Streaming services spend real engineering effort trying to detect and block VPN traffic, so the honest answer is: it depends entirely on which VPN you use, and even then, results can change without warning.
Why streaming services fight VPNs in the first place
Netflix, BBC iPlayer, Disney+, and similar services license content on a country-by-country basis. A show licensed for the UK market might not be licensed for the US, so streaming platforms are contractually obligated to enforce geographic restrictions. They do this by checking your IP address against databases of known VPN server ranges, and increasingly by looking at other signals too, like DNS leaks and browser fingerprinting.
Why some VPNs work and others don’t
A VPN unblocks streaming content by routing your connection through a server in the country whose library you want to access, making it look like you’re browsing from there. The problem is that streaming services maintain their own blocklists of VPN server IP ranges, and update them regularly. A VPN provider that doesn’t actively rotate its IP addresses or maintain dedicated “streaming-optimized” servers will get blocked sooner or later.
This is one of the reasons our reviews call out streaming reliability as its own category rather than assuming every VPN behaves the same way. Providers that invest in this specifically, obfuscated servers, frequent IP rotation, dedicated streaming server pools, tend to have noticeably better and more consistent unblocking success than ones that don’t.

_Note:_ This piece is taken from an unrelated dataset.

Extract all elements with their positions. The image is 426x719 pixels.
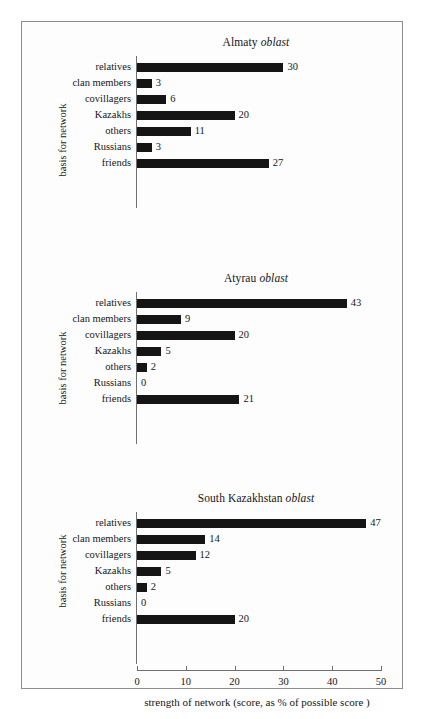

What actually determines success
- Server infrastructure — dedicated streaming servers vs. general-purpose ones
- IP rotation frequency — how often the provider cycles IP addresses to stay ahead of blocklists
- DNS leak protection — if your DNS requests leak outside the VPN tunnel, the streaming service can see your real location even while your traffic is routed elsewhere
- Server load — an overloaded server can cause buffering that looks like an unblocking failure but is actually a bandwidth problem
What to do if a stream won’t unblock
Before assuming the VPN has failed, try switching to a different server in the same country, clearing your browser cache and cookies, and disabling any browser extensions that might be leaking your real location. Many streaming failures are one of these simple issues rather than a fundamental block.
Bottom line
There’s no VPN that guarantees permanent access to every service in every country forever, since it’s an ongoing arms race. What you can control is picking a provider with a track record of active investment in streaming server infrastructure. See our Best VPN for Streaming picks for the providers we’ve found most consistent in testing.